Every organization has them. Those forgotten subdomains from three years ago when the marketing team launched a campaign. The staging environment someone set up for a project that never went live. The test API endpoint that was supposed to be temporary. They’re still there in your DNS records, quietly creating vulnerabilities that most security teams don’t even know exist.
Legacy subdomains represent one of the most overlooked attack vectors in modern cybersecurity. While companies invest heavily in firewalls, intrusion detection systems, and employee training, they often have dozens or even hundreds of forgotten subdomains pointing to servers they no longer control. It’s like leaving keys to your house scattered around the neighborhood, except you’ve forgotten where you left them.
Why Legacy Subdomains Are So Dangerous
The problem isn’t just that these subdomains exist – it’s that they often point to resources that no longer belong to you. Here’s a real scenario I encountered last year: A mid-sized company had a subdomain pointing to an AWS S3 bucket they’d created for a temporary marketing campaign. The campaign ended, they deleted the bucket, but nobody thought to remove the DNS record.
Six months later, an attacker registered a new S3 bucket with the same name (which AWS allows after deletion) and suddenly had a legitimate-looking subdomain of a trusted company pointing to content they controlled. They used it for a phishing campaign that was remarkably effective because the URL looked completely legitimate.
This type of attack, known as subdomain takeover, is surprisingly common. According to recent research, approximately 10% of domains in the Alexa top 50,000 have at least one subdomain vulnerable to takeover. That’s not a small problem – it’s an epidemic that most organizations don’t even realize they’re facing.
The Forgotten Infrastructure Problem
Organizations accumulate subdomains faster than they realize. Every new project, test environment, or service integration adds another entry to your DNS records. Development teams spin up new environments. Marketing launches campaigns. Partners get dedicated API endpoints. Each one is carefully planned and implemented.
But what happens when projects end? When developers move on? When services get decommissioned? In my experience working with various companies, the DNS records rarely get cleaned up. There’s no process, no ownership, and often no awareness that cleanup is even necessary.
I’ve seen companies with over 300 active DNS records where IT could only account for about half of them. The rest were mysteries – remnants of past projects, experiments, or services that had been shut down years ago. Each one represented a potential security hole.
Beyond Subdomain Takeovers
The risks extend far beyond simple subdomain takeovers. Legacy subdomains can expose sensitive information, create confusion for legitimate users, damage your brand reputation, and provide attackers with reconnaissance information about your infrastructure.

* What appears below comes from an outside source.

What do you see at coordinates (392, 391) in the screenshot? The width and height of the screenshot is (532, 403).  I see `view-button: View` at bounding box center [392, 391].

A forgotten subdomain pointing to an old version of your application might contain unpatched vulnerabilities. Even if the subdomain isn’t actively used, it could provide attackers with valuable information about your technology stack, naming conventions, or infrastructure setup. Security through obscurity isn’t real security, but why hand attackers a roadmap?
There’s also the DNS configuration itself. Old subdomains might have missing or misconfigured SPF, DKIM, or DMARC records, making them perfect for email spoofing attacks. An attacker could send emails that appear to come from your domain, and many email security systems would let them through because the DNS records check out.
How Organizations Lose Track
The root cause is usually organizational, not technical. DNS management often falls into a gap between departments. Developers create subdomains for projects. Marketing needs them for campaigns. IT manages the DNS infrastructure. But who tracks what’s actually in use?
When employees leave, their knowledge of specific subdomains often leaves with them. Documentation is rarely comprehensive. Even when it exists, it’s seldom kept up to date. The result is an ever-growing collection of DNS records that nobody fully understands.
Cloud services make this worse. It’s easy to spin up resources, point subdomains at them, and forget about them. When you shut down that cloud service, the DNS record remains, creating an immediate vulnerability if someone else claims that resource identifier.
The Discovery Challenge
You can’t protect what you don’t know about. That’s the fundamental challenge with legacy subdomains. Traditional security scanning focuses on known assets. But how do you scan for subdomains you’ve forgotten exist?
Manual audits are time-consuming and error-prone. Spreadsheets become outdated the moment they’re created. Without automated discovery and continuous monitoring, you’re essentially playing security whack-a-mole – except you can’t see most of the moles.
Taking Control of Your DNS Infrastructure
The solution starts with visibility. You need to know every subdomain associated with your domain, whether you created it intentionally or not. Automated subdomain discovery tools can find these forgotten entries by scanning DNS records, certificate transparency logs, and other public sources.
Once you know what’s out there, you need continuous monitoring. DNS records should be tracked like any other critical asset. When a subdomain points to a resource you no longer control, you need to know immediately – not six months later when it’s being used in an attack.
Regular audits should be part of your security routine. Every subdomain should have an owner, a purpose, and a review date. If nobody can explain why a subdomain exists, it probably shouldn’t. Implement a decommissioning process that includes DNS cleanup. When projects end, make DNS record removal part of the shutdown checklist.
Prevention Is Easier Than Cleanup
The best approach is preventing legacy subdomains from accumulating in the first place. Establish clear policies about subdomain creation. Require documentation and ownership assignment. Build DNS cleanup into your project lifecycle.
Consider using separate domains for different purposes. Test environments don’t need to be subdomains of your production domain. This limits your exposure if something gets forgotten.
Your digital infrastructure is larger than you think. Those forgotten subdomains aren’t harmless remnants of past projects – they’re active security vulnerabilities waiting to be exploited. The organizations that take DNS security seriously are the ones that won’t end up in breach reports. The question isn’t whether you have legacy subdomains creating risk. The question is whether you’ll find them before an attacker does.